The Bucks County Courier Times reports that a judge on Monday dropped the charges against a Philadelphia man who was accused of killing his former boss during a home invasion. Prosecutor Christopher Rees allegedly dropped the related rape allegations against defendant Thomas Delgado, 51, earlier in the hearing because DNA evidence disqualified him from being the person who had raped the 48-year-old victim Joseph Canazaro’s fiancée. There were still two charges out of the 34 total, but they were limited to the stolen black 2006 Lincoln Mark LT pickup truck. In the end, Rees also retracted those accusations.
In terms of the legal system, officials are starting over in their attempt to identify the person who killed businessman Joseph Catanzaro by stabbing him in his house.
”We do have some missing pieces here,” Judge Regina Armitage reportedly said in court on Monday. “Serious missing pieces.”
On January 18, 2013, two masked and armed males stormed into a house in the 300 block of Swartley Road in Hilltown Township, according to the authorities. One of them, supposedly Delgado, sexually assaulted the fiancee after they bound local businessman Canazaro, his fiancée, and his 12-year-old kid with zip ties.
The two assailants made off in Canazaro’s pickup vehicle after stealing cash, jewellery, and firearms.
The mother and the boy fled the basement when the woman was able to remove her blindfold and zip ties. But Canazaro was discovered by the authorities in the garage. He had been fatally stabbed and was restrained by zip ties.
Delgado, who allegedly has a history of violent acts, was taken into custody by the authorities in January. He is reported to have told investigators that he used to work physically for Canazaro.
But the DNA evidence that seemed to connect him to the crime turned out to be, at best, shaky. The fiancee had described the rapist as perhaps Hispanic, and the authorities had speculated that he may have wiped himself after the sexual assault with a shirt, but the defendant’s DNA did not match the sample.
“The facts of the affidavit have been proven untrue,” public defender Caroline Crist reportedly said. “We firmly believe Mr. Delgado is innocent of all charges.”
During his testimony on Monday, Hilltown Detective Louis Bell allegedly stated that the prosecution was awaiting confirmation if the DNA of Delgado matched material discovered on a mask found in the stolen truck that had shown up abandoned at a Quakertown shopping centre. Investigators indicated that the other suspect in the incident was Asian.
Prosecutors claim that surveillance footage captured the suspects loading the stolen goods from the truck into a Nissan automobile at the mall and driving away.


Action item:
Go over the data and keep only the lines that include "Africa".
(Source records begins)
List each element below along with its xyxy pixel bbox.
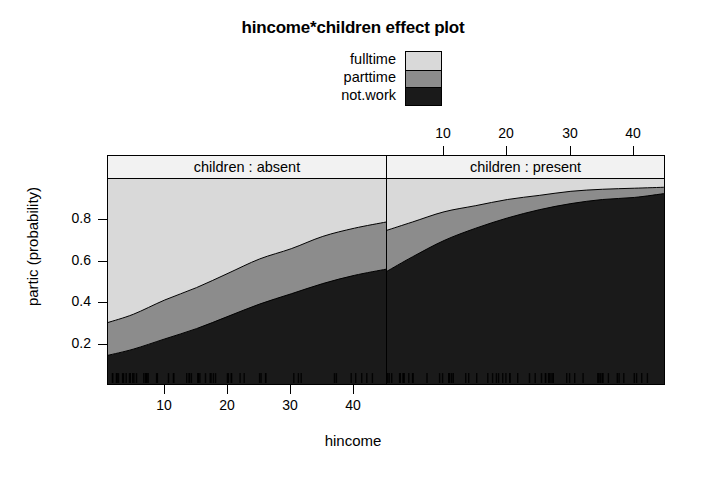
panel-strip-headers: children : absent children : present xyxy=(107,155,665,179)
y-tick-label: 0.8 xyxy=(51,210,91,226)
plot-area xyxy=(107,178,665,385)
y-tick-label: 0.6 xyxy=(51,252,91,268)
y-tick-mark xyxy=(98,302,107,303)
effect-plot-figure: hincome*children effect plot fulltime pa… xyxy=(0,0,706,477)
y-tick-mark xyxy=(98,344,107,345)
y-axis-title: partic (probability) xyxy=(24,152,41,342)
y-tick-label: 0.4 xyxy=(51,293,91,309)
x-tick-label-top: 30 xyxy=(550,125,590,141)
legend-label-not-work: not.work xyxy=(300,86,396,104)
x-tick-mark-bottom xyxy=(353,385,354,394)
legend: fulltime parttime not.work xyxy=(300,50,450,112)
legend-labels: fulltime parttime not.work xyxy=(300,50,396,104)
x-tick-mark-bottom xyxy=(227,385,228,394)
legend-swatch-not-work xyxy=(406,87,441,105)
x-tick-label-bottom: 40 xyxy=(333,397,373,413)
legend-swatch-parttime xyxy=(406,70,441,88)
legend-swatches xyxy=(405,51,442,106)
x-tick-mark-top xyxy=(570,146,571,155)
legend-label-fulltime: fulltime xyxy=(300,50,396,68)
panel-children-absent xyxy=(108,179,386,384)
x-tick-label-bottom: 20 xyxy=(207,397,247,413)
x-tick-mark-top xyxy=(633,146,634,155)
strip-label-present: children : present xyxy=(386,156,664,178)
panel-children-present xyxy=(387,179,665,384)
y-tick-mark xyxy=(98,219,107,220)
x-tick-label-top: 20 xyxy=(486,125,526,141)
x-tick-mark-top xyxy=(506,146,507,155)
x-tick-label-bottom: 30 xyxy=(270,397,310,413)
legend-swatch-fulltime xyxy=(406,52,441,70)
x-axis-title: hincome xyxy=(0,432,706,449)
x-tick-mark-bottom xyxy=(164,385,165,394)
panel-divider xyxy=(386,179,387,384)
legend-label-parttime: parttime xyxy=(300,68,396,86)
x-tick-label-top: 10 xyxy=(423,125,463,141)
x-tick-mark-bottom xyxy=(290,385,291,394)
x-tick-label-top: 40 xyxy=(613,125,653,141)
strip-label-absent: children : absent xyxy=(108,156,386,178)
y-tick-label: 0.2 xyxy=(51,335,91,351)
x-tick-label-bottom: 10 xyxy=(144,397,184,413)
page-title: hincome*children effect plot xyxy=(0,18,706,38)
y-tick-mark xyxy=(98,261,107,262)
x-tick-mark-top xyxy=(443,146,444,155)
rug-marks xyxy=(388,373,648,383)
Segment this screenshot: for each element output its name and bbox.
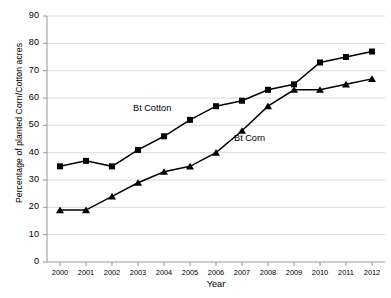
y-tick-label: 70 [11, 66, 39, 75]
x-tick-label: 2006 [203, 269, 229, 277]
data-point-square [239, 98, 245, 104]
y-tick-label: 30 [11, 175, 39, 184]
data-point-square [187, 117, 193, 123]
data-point-square [135, 147, 141, 153]
data-point-square [57, 163, 63, 169]
x-tick-label: 2012 [359, 269, 385, 277]
data-point-square [343, 54, 349, 60]
x-tick-label: 2011 [333, 269, 359, 277]
data-point-square [83, 158, 89, 164]
data-point-square [369, 49, 375, 55]
data-point-square [161, 133, 167, 139]
y-tick-label: 10 [11, 230, 39, 239]
y-tick-label: 40 [11, 148, 39, 157]
data-point-triangle [368, 75, 376, 82]
data-point-triangle [186, 163, 194, 170]
series-annotation-label: Bt Corn [234, 133, 265, 143]
x-tick-label: 2009 [281, 269, 307, 277]
data-point-square [213, 103, 219, 109]
y-tick-label: 90 [11, 11, 39, 20]
y-tick-label: 60 [11, 93, 39, 102]
y-tick-label: 20 [11, 202, 39, 211]
y-tick-label: 80 [11, 38, 39, 47]
data-point-square [265, 87, 271, 93]
x-tick-label: 2010 [307, 269, 333, 277]
axes [43, 16, 385, 266]
chart-container: Percentage of planted Corn/Cotton acres … [0, 0, 391, 298]
x-tick-label: 2004 [151, 269, 177, 277]
chart-canvas [0, 0, 391, 298]
y-tick-label: 0 [11, 257, 39, 266]
series-annotation-label: Bt Cotton [133, 103, 171, 113]
x-tick-label: 2000 [47, 269, 73, 277]
data-point-square [109, 163, 115, 169]
data-point-square [317, 59, 323, 65]
x-tick-label: 2001 [73, 269, 99, 277]
series-line-1 [60, 79, 372, 210]
gridlines [47, 16, 385, 235]
x-tick-label: 2003 [125, 269, 151, 277]
data-point-triangle [108, 193, 116, 200]
x-tick-label: 2007 [229, 269, 255, 277]
x-tick-label: 2002 [99, 269, 125, 277]
x-tick-label: 2005 [177, 269, 203, 277]
x-tick-label: 2008 [255, 269, 281, 277]
y-tick-label: 50 [11, 120, 39, 129]
data-series [56, 49, 376, 214]
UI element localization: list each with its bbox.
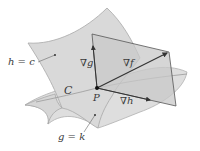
leader-g-dot [94,114,96,116]
lagrange-two-constraints-diagram: h = c g = k C P ∇g ∇f ∇h [0,0,200,151]
label-point-p: P [92,92,100,103]
label-g-equals-k: g = k [58,131,85,142]
label-grad-g: ∇g [80,57,93,68]
diagram-svg: h = c g = k C P ∇g ∇f ∇h [0,0,200,151]
label-grad-h: ∇h [120,95,133,106]
point-p-dot [95,86,99,90]
leader-h-dot [54,54,56,56]
label-h-equals-c: h = c [8,56,35,67]
surface-g-left-flap [25,94,62,124]
label-curve-c: C [64,84,73,97]
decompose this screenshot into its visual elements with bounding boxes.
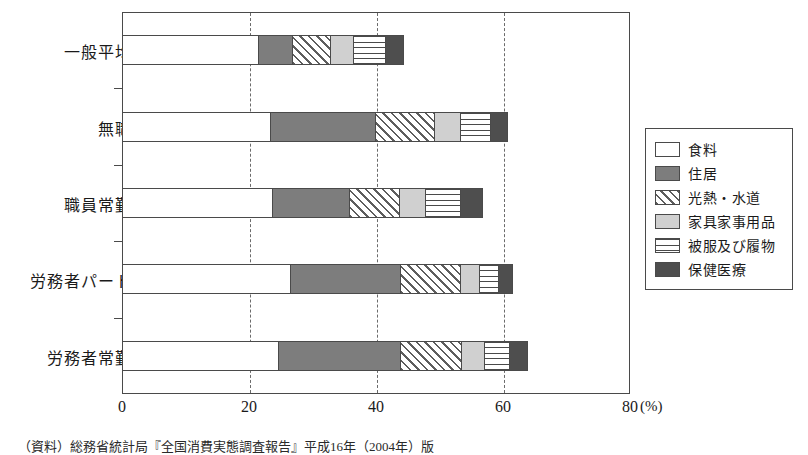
stacked-bar xyxy=(122,112,508,142)
bar-segment-hifuku xyxy=(353,35,385,65)
bar-segment-jukyo xyxy=(272,188,349,218)
stacked-bar xyxy=(122,264,513,294)
bar-segment-kagu xyxy=(399,188,425,218)
bar-segment-hifuku xyxy=(460,112,489,142)
category-label: 一般平均 xyxy=(0,39,132,63)
bar-segment-hifuku xyxy=(479,264,498,294)
source-caption: （資料）総務省統計局『全国消費実態調査報告』平成16年（2004年）版 xyxy=(18,436,434,455)
legend-label: 光熱・水道 xyxy=(688,187,761,207)
bar-segment-jukyo xyxy=(258,35,292,65)
bar-segment-konetsu xyxy=(400,341,461,371)
bar-segment-konetsu xyxy=(292,35,330,65)
x-tick-label-60: 60 xyxy=(495,398,511,416)
bar-row: 一般平均 xyxy=(0,12,808,88)
bar-segment-hoken xyxy=(490,112,508,142)
x-tick-label-80: 80 xyxy=(622,398,638,416)
legend-label: 保健医療 xyxy=(688,259,746,279)
legend-item: 住居 xyxy=(655,161,784,185)
legend-item: 家具家事用品 xyxy=(655,209,784,233)
bar-segment-shokuryo xyxy=(122,35,258,65)
legend-swatch-icon xyxy=(655,214,680,229)
category-label: 労務者パート xyxy=(0,268,132,292)
legend-swatch-icon xyxy=(655,166,680,181)
x-tick-label-20: 20 xyxy=(241,398,257,416)
stacked-bar xyxy=(122,341,528,371)
bar-segment-jukyo xyxy=(270,112,375,142)
category-label: 労務者常勤 xyxy=(0,345,132,369)
legend-label: 住居 xyxy=(688,163,717,183)
bar-row: 労務者常勤 xyxy=(0,318,808,394)
bar-segment-hoken xyxy=(460,188,483,218)
legend-item: 光熱・水道 xyxy=(655,185,784,209)
bar-segment-hifuku xyxy=(484,341,509,371)
bar-segment-shokuryo xyxy=(122,188,272,218)
bar-segment-shokuryo xyxy=(122,264,290,294)
legend-label: 家具家事用品 xyxy=(688,211,775,231)
bar-segment-shokuryo xyxy=(122,341,278,371)
legend-item: 被服及び履物 xyxy=(655,233,784,257)
legend-item: 保健医療 xyxy=(655,257,784,281)
legend-label: 被服及び履物 xyxy=(688,235,775,255)
bar-segment-shokuryo xyxy=(122,112,270,142)
category-label: 職員常勤 xyxy=(0,192,132,216)
bar-segment-kagu xyxy=(330,35,353,65)
bar-segment-konetsu xyxy=(375,112,435,142)
legend-label: 食料 xyxy=(688,139,717,159)
bar-segment-jukyo xyxy=(290,264,400,294)
legend-swatch-icon xyxy=(655,238,680,253)
bar-segment-hoken xyxy=(385,35,404,65)
bar-segment-jukyo xyxy=(278,341,400,371)
x-tick-label-40: 40 xyxy=(368,398,384,416)
stacked-bar xyxy=(122,188,483,218)
bar-segment-konetsu xyxy=(400,264,460,294)
legend-item: 食料 xyxy=(655,137,784,161)
legend-swatch-icon xyxy=(655,262,680,277)
bar-segment-hoken xyxy=(498,264,513,294)
stacked-bar xyxy=(122,35,404,65)
legend-swatch-icon xyxy=(655,142,680,157)
bar-segment-hoken xyxy=(509,341,527,371)
bar-segment-hifuku xyxy=(425,188,460,218)
chart-legend: 食料住居光熱・水道家具家事用品被服及び履物保健医療 xyxy=(645,128,793,290)
x-tick-label-0: 0 xyxy=(118,398,126,416)
bar-segment-kagu xyxy=(434,112,460,142)
category-label: 無職 xyxy=(0,116,132,140)
legend-swatch-icon xyxy=(655,190,680,205)
x-axis-unit-label: (%) xyxy=(640,398,663,415)
bar-segment-konetsu xyxy=(349,188,399,218)
bar-segment-kagu xyxy=(461,341,484,371)
bar-segment-kagu xyxy=(460,264,479,294)
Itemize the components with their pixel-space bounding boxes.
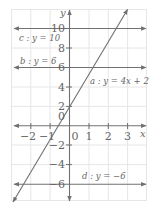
- label-line-c: c : y = 10: [19, 33, 61, 43]
- label-line-d: d : y = −6: [82, 171, 126, 181]
- y-tick-8: 8: [58, 42, 65, 55]
- y-axis-label: y: [59, 7, 66, 18]
- coordinate-plane: 10 8 6 4 2 0 −2 −4 −6 −2 −1 0 1 2 3 y x …: [0, 0, 152, 212]
- x-tick-2: 2: [105, 130, 112, 143]
- y-tick-neg6: −6: [49, 178, 65, 191]
- label-line-b: b : y = 6: [20, 56, 57, 66]
- y-tick-0: 0: [58, 110, 65, 123]
- y-tick-4: 4: [58, 81, 65, 94]
- x-tick-0: 0: [72, 130, 79, 143]
- y-tick-6: 6: [58, 61, 65, 74]
- x-tick-neg1: −1: [39, 130, 55, 143]
- x-tick-neg2: −2: [20, 130, 36, 143]
- label-line-a: a : y = 4x + 2: [90, 76, 149, 86]
- x-axis-label: x: [140, 128, 146, 139]
- y-tick-neg4: −4: [49, 158, 65, 171]
- x-tick-1: 1: [86, 130, 93, 143]
- x-tick-3: 3: [124, 130, 131, 143]
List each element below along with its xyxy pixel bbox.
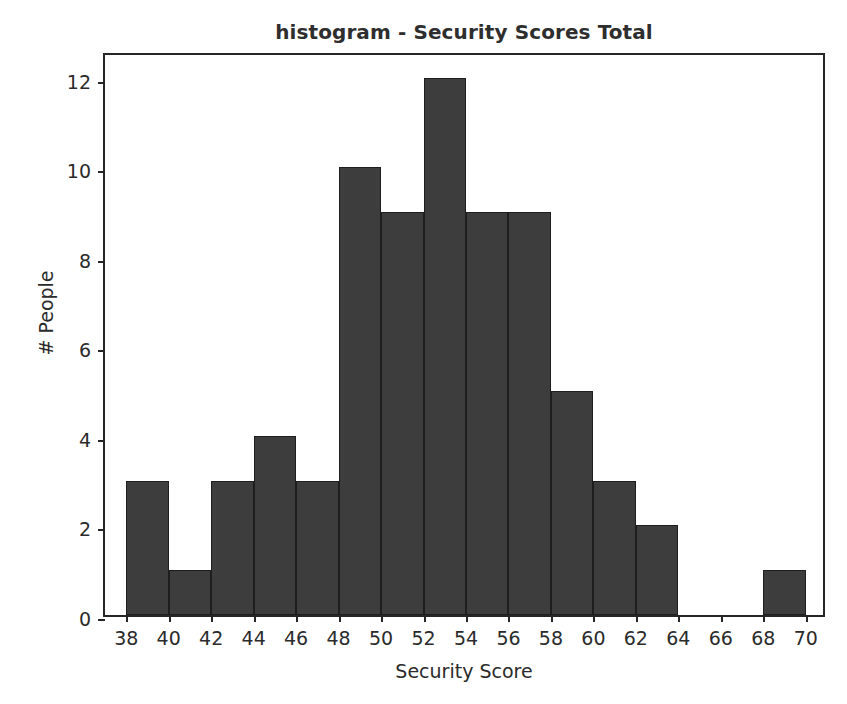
x-tick-label: 40: [157, 627, 181, 649]
x-tick-label: 44: [242, 627, 266, 649]
chart-title: histogram - Security Scores Total: [103, 20, 825, 44]
x-axis-tick: [296, 615, 298, 622]
bars-layer: [105, 55, 823, 615]
y-tick-mark: [98, 171, 105, 173]
x-axis-tick: [721, 615, 723, 622]
y-tick-label: 12: [67, 71, 91, 93]
x-axis-tick: [593, 615, 595, 622]
histogram-bar: [508, 212, 550, 615]
x-tick-label: 66: [709, 627, 733, 649]
x-axis-tick: [508, 615, 510, 622]
x-axis-tick: [381, 615, 383, 622]
y-tick-mark: [98, 261, 105, 263]
y-tick-label: 0: [79, 608, 91, 630]
histogram-bar: [126, 481, 168, 615]
x-axis-tick: [551, 615, 553, 622]
x-tick-label: 64: [666, 627, 690, 649]
y-tick-mark: [98, 82, 105, 84]
x-tick-label: 52: [411, 627, 435, 649]
x-axis-tick: [211, 615, 213, 622]
x-axis-tick: [339, 615, 341, 622]
y-tick-mark: [98, 619, 105, 621]
y-tick-label: 8: [79, 250, 91, 272]
y-tick-mark: [98, 350, 105, 352]
x-tick-label: 50: [369, 627, 393, 649]
plot-area: 024681012 384042444648505254565860626466…: [103, 53, 825, 617]
x-axis-tick: [126, 615, 128, 622]
x-axis-tick: [254, 615, 256, 622]
x-tick-label: 46: [284, 627, 308, 649]
histogram-bar: [551, 391, 593, 615]
x-tick-label: 58: [539, 627, 563, 649]
y-tick-mark: [98, 440, 105, 442]
x-axis-tick: [763, 615, 765, 622]
x-tick-label: 60: [581, 627, 605, 649]
histogram-bar: [763, 570, 805, 615]
y-axis-title: # People: [35, 253, 57, 373]
x-axis-title: Security Score: [103, 660, 825, 682]
x-axis-tick: [424, 615, 426, 622]
x-tick-label: 56: [496, 627, 520, 649]
x-tick-label: 68: [751, 627, 775, 649]
x-axis-tick: [806, 615, 808, 622]
x-tick-label: 38: [114, 627, 138, 649]
histogram-bar: [636, 525, 678, 615]
histogram-bar: [424, 78, 466, 615]
y-tick-label: 6: [79, 339, 91, 361]
x-axis-tick: [636, 615, 638, 622]
y-tick-label: 2: [79, 518, 91, 540]
x-tick-label: 48: [326, 627, 350, 649]
histogram-bar: [169, 570, 211, 615]
x-tick-label: 54: [454, 627, 478, 649]
histogram-bar: [211, 481, 253, 615]
histogram-bar: [339, 167, 381, 615]
y-tick-mark: [98, 529, 105, 531]
histogram-bar: [254, 436, 296, 615]
x-axis-tick: [169, 615, 171, 622]
histogram-bar: [466, 212, 508, 615]
x-axis-tick: [678, 615, 680, 622]
histogram-bar: [593, 481, 635, 615]
x-axis-tick: [466, 615, 468, 622]
y-tick-label: 4: [79, 429, 91, 451]
histogram-bar: [296, 481, 338, 615]
x-tick-label: 62: [624, 627, 648, 649]
x-tick-label: 70: [794, 627, 818, 649]
x-tick-label: 42: [199, 627, 223, 649]
histogram-bar: [381, 212, 423, 615]
y-tick-label: 10: [67, 160, 91, 182]
histogram-figure: histogram - Security Scores Total 024681…: [0, 0, 847, 704]
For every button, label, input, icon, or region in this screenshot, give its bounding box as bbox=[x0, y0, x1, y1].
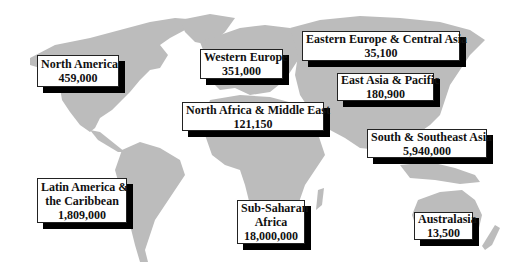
region-name: East Asia & Pacific bbox=[341, 73, 430, 87]
landmass-southeast-asia-islands bbox=[400, 162, 480, 184]
region-value: 351,000 bbox=[204, 64, 279, 78]
region-value: 35,100 bbox=[306, 46, 456, 60]
region-value: 13,500 bbox=[418, 226, 469, 240]
region-name: Western Europe bbox=[204, 50, 279, 64]
landmass-central-america bbox=[90, 130, 125, 152]
region-value: 1,809,000 bbox=[41, 208, 123, 222]
region-value: 5,940,000 bbox=[371, 144, 483, 158]
region-name-line-2: Africa bbox=[241, 215, 301, 229]
region-value: 459,000 bbox=[41, 71, 115, 85]
region-label-north-america: North America 459,000 bbox=[37, 55, 119, 87]
region-label-north-africa-middle-east: North Africa & Middle East 121,150 bbox=[182, 102, 324, 131]
region-name-line-1: Sub-Saharan bbox=[241, 201, 301, 215]
region-label-east-asia-pacific: East Asia & Pacific 180,900 bbox=[337, 73, 434, 101]
region-name: South & Southeast Asia bbox=[371, 130, 483, 144]
region-name: Australasia bbox=[418, 212, 469, 226]
region-name: Eastern Europe & Central Asia bbox=[306, 32, 456, 46]
region-value: 18,000,000 bbox=[241, 229, 301, 243]
region-label-australasia: Australasia 13,500 bbox=[414, 212, 473, 240]
region-value: 121,150 bbox=[186, 117, 320, 131]
region-label-south-southeast-asia: South & Southeast Asia 5,940,000 bbox=[367, 129, 487, 158]
region-label-western-europe: Western Europe 351,000 bbox=[200, 49, 283, 79]
landmass-new-zealand bbox=[482, 225, 500, 250]
region-name-line-2: the Caribbean bbox=[41, 194, 123, 208]
region-label-latin-america-caribbean: Latin America & the Caribbean 1,809,000 bbox=[37, 178, 127, 223]
region-label-sub-saharan-africa: Sub-Saharan Africa 18,000,000 bbox=[237, 200, 305, 244]
region-name: North Africa & Middle East bbox=[186, 103, 320, 117]
landmass-madagascar bbox=[316, 188, 324, 210]
region-name-line-1: Latin America & bbox=[41, 180, 123, 194]
region-value: 180,900 bbox=[341, 87, 430, 101]
region-label-eastern-europe-central-asia: Eastern Europe & Central Asia 35,100 bbox=[302, 31, 460, 61]
region-name: North America bbox=[41, 57, 115, 71]
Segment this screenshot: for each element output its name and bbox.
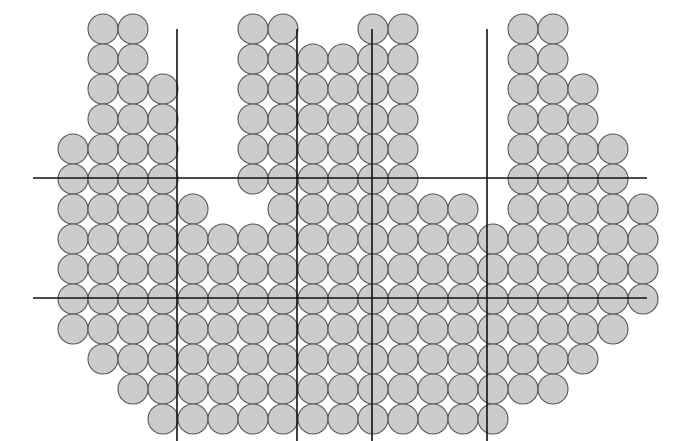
(Source records ends)
Solution for this task:
region-name-line-2: Africa bbox=[241, 215, 301, 229]
region-label-north-africa-middle-east: North Africa & Middle East 121,150 bbox=[182, 102, 324, 131]
region-label-sub-saharan-africa: Sub-Saharan Africa 18,000,000 bbox=[237, 200, 305, 244]
region-name: North Africa & Middle East bbox=[186, 103, 320, 117]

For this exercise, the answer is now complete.